The only known photographs of mathematician and computing pioneer Ada Lovelace have been acquired by the National Portrait Gallery just before they were expected to be sold to a private buyer.
(c) Bonhams
Ada Lovelace was an English mathematician and writer, and is chiefly known for her work on Charles Babbage’s proposed mechanical general-purpose computer, the Analytical Engine. She was the first person to realise that the machine had applications beyond pure calculation, and is widely recognised for her contributions to early computing and mathematics.
There are many paintings of her, but only three known photographs, and all three were recently [put up for sale](https://www.ianvisits.co.uk/articles/see-the-only-kno…
The only known photographs of mathematician and computing pioneer Ada Lovelace have been acquired by the National Portrait Gallery just before they were expected to be sold to a private buyer.
(c) Bonhams
Ada Lovelace was an English mathematician and writer, and is chiefly known for her work on Charles Babbage’s proposed mechanical general-purpose computer, the Analytical Engine. She was the first person to realise that the machine had applications beyond pure calculation, and is widely recognised for her contributions to early computing and mathematics.
There are many paintings of her, but only three known photographs, and all three were recently put up for sale by Bonhams in London with an estimate of £80,000 to £120,000.
However, the photographs were withdrawn from sale just before auction, and it’s now been confirmed that the National Portrait Gallery bought them privately.
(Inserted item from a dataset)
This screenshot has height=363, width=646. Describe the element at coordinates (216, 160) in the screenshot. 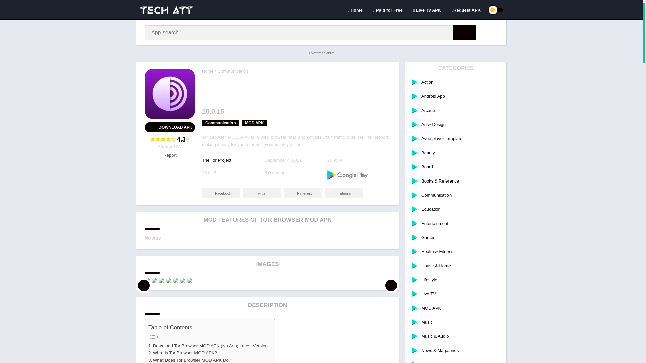

I see `The Tor Project` at that location.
Louise Williamson, Tax and Heritage Consultant in Bonhams’ Valuations department, commented: “It was wonderful to be involved in this important acquisition of the only known photographs of Ada Lovelace by the National Portrait Gallery via private treaty sale. Private Treaty Sales allow qualifying museums to acquire pre-eminent works of art or other objects from private owners for a ‘special price’, which reflects a tax incentive that is shared between the seller and the acquiring institution. They are an increasingly important way for museums to expand their collections, and it was pleasure to work with Matthew Haley to facilitate the sale through Bonhams.”
The acquisition was supported by Tim Lindholm and Lucy Gaylord Lindholm through the American Friends of the National Portrait Gallery.
Two of the daguerreotypes are by Claudet and were taken around the critical year 1843 when Lovelace published her celebrated paper on Babbage’s Analytical Engine. In it she described in table form the use of punched cards to calculate Bernoulli numbers – often dubbed ‘the first computer programme’. Her comment that ‘The Analytical Engine has no pretension whatever to originate anything,’ has also been said to anticipate debates on artificial intelligence.
The photographer Antoine Claudet (1797-1867) learned photography from Louis Daguerre in the late 1830s, before establishing his first daguerreotype studio in London in 1841 behind St Martin-in the-Fields church. Subsequent studios were at Regent’s Park and finally Regent Street. Claudet photographed several other scientists including Babbage, Faraday, and Sir Charles Wheatstone, and it is likely that one of them recommended him to their friend Lovelace.
The third daguerreotype is by an unknown photographer and reproduces a painting by Henry Wyndham Phillips (1820-1868). His father Thomas produced the iconic portrait of Lovelace’s father Byron in Albanian dress. Lovelace sat for Henry Phillips in August 1852, and in the intervening decade since the Claudet photographs, her already fragile health had worsened. She was suffering horrifically from the uterine cancer that would end her life that November. Seated at a piano, she is gaunt and in a laudanum-induced daze – her husband William remarking in his diary that “the suffering was so great that she could scarce avoid crying out”, yet “she sat at the piano some little time so that the artist could portray her hands”.